A CV’s content and layout that best represents you is the first step in getting you to the interview stage

Purpose of your CV

The purpose of your CV is to impress the reader within the first few seconds. This is the first step in putting your best foot forward and holding the reader’s interest for them to want to continue reading through your CV. This is why your CV must be as relevant to the job specification or advertising requirements as possible.

Order of Content

SUMMARY PROFILE

Start with a Summary Profile. This will include statement of your competencies, how you achieve results and how these will benefit the company and role you are applying for.
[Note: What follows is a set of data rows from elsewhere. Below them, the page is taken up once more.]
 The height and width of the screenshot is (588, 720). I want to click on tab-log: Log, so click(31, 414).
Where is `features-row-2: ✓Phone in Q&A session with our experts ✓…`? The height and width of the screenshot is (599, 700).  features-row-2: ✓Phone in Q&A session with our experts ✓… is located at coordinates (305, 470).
One way to approach this is to write a personal elevator pitch, a 30 second outline summarising who you are, what you do and what you are looking for. Have it ready for any situation on a CV, be confident enough to relay it at an interview or in networking situations.

KEY SKILLS

Follow the Summary Profile with a brief outline of Key Technical Skills and Soft Skills.

EDUCATION HISTORY

Your Education History will include third level qualifications and other qualifications/certification and certification renewal where applicable.

PROFESSIONAL EXPERIENCE

You have caught the reviewers’ attention by now and they has a good idea of you and your competencies. It’s time now to provide the reviewer with your professional experience and achievements. This provides more specific insight into your achievements and also backs-up the information you have provided earlier in your Summary.
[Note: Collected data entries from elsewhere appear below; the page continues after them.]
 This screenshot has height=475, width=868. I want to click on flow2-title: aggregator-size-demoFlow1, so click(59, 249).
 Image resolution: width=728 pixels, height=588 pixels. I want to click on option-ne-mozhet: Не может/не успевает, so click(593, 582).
Display your professional career experience in reverse chronological order. Give Company name, title in roles/projects and dates. Write in first person, (this is about you, written by you).
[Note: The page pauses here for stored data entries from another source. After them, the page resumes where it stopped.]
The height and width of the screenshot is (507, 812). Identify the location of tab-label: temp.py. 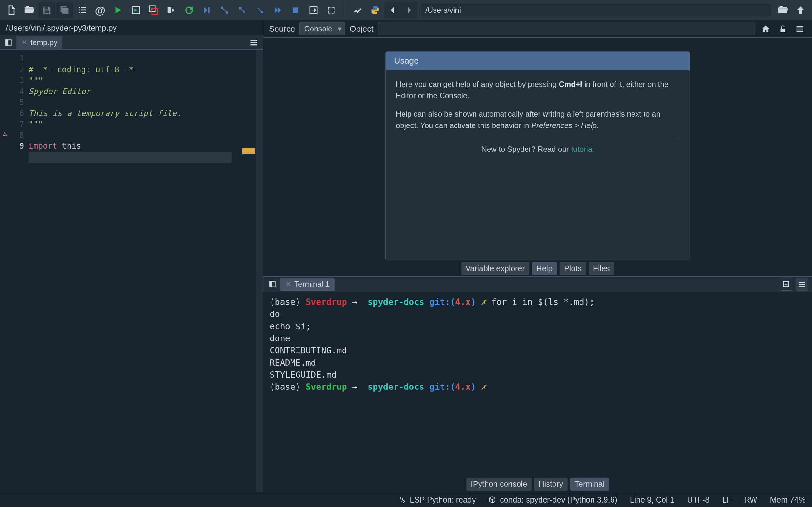
(44, 42).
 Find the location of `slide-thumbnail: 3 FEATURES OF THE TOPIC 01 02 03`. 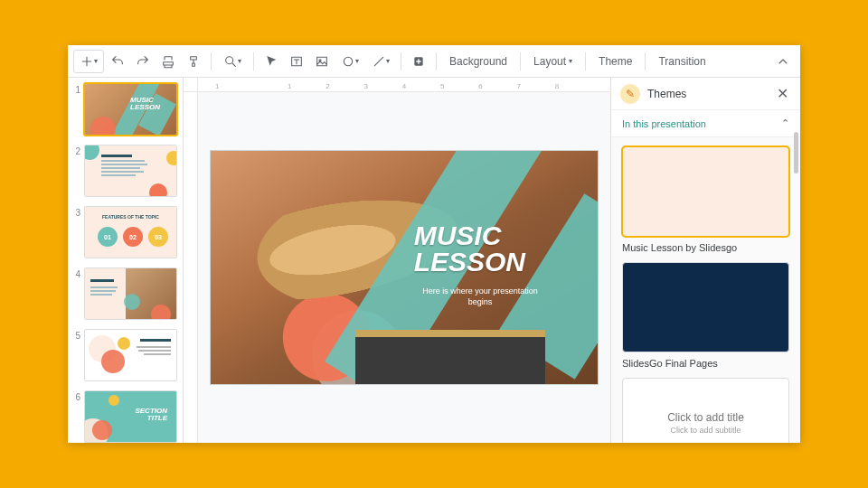

slide-thumbnail: 3 FEATURES OF THE TOPIC 01 02 03 is located at coordinates (125, 232).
Instead of writing lists of roles and responsibilities, describe the results you achieved in your roles or on projects giving the reader insight into your involvement on projects and results of your input.

This can be achieved by using active words to describe what you did to solve problems, (demonstrated, planned, reduced, optimised, accelerated) and using results words to describe how your actions solved the problem (accomplished, eliminated, increased, optimised).

Some examples:

  • Introduced the SCRUM agile methodology to development of Business Solutions
  • Increased company’s online performace by getting 56,000 registered users | 28,000 paying subscribers | 3,000+ social media followers
  • Implemented effective control procedures. Achieved significant improvements in call response time to 80% of calls being answered in 20 seconds or less.

Your more recent roles and projects will be the focus of your CV. Include but shorten older roles summarising information if your CV spans many years.

Make sure your content is correct. Titles and dates should represent the actual roles you had. Remember, companies usually do the background check and it’s better to make it right from the beginning.

LinkedIn is widely used by companies to cross-check your CV with your LinkedIn profile. Your CV and LinkedIn profile should mirror each other exactly, otherwise you are creating question marks in the heads of hiring managers.

Gaps in your career

If you’ve been lucky enough to have had travelled or have taken time out to pursue further studies or travel, use this as an opportunity to show achievements or skills gained without providing a travelogue of course.

Formatting, Grammar and Spelling

Microsoft Word is one of most common text editors to use and widely used by recruiters – so while making life easy for recruiters – this format also suits most applicant tracking systems – a place where CV formatting can suffer!

Use a simple “friendly” layout, I’d suggest a one column layout, along with commonly used fonts, separate areas applying bold or a larger font size for headings and include white space between sections and bulleted lists, all of which will allow the reviewer a more easily digestible read.

Know how to properly format text layout using indents, tabs and margins. Avoid hitting the spacebar to layout text as this will end up not looking very pretty after it travels through an application tracking system resulting in a “mangled” CV.

Final checks

Don’t just rely on automatic spell checkers. Read through the text and ensure correct grammar and spelling is used.

Finally read it over and have someone else review it for you.

Wrap it up

Your CV is good to go! Remember, it’s like your visiting card which you hand in to person who doesn’t know you. Make sure you are happy with the content and format of it and think it represents you the best!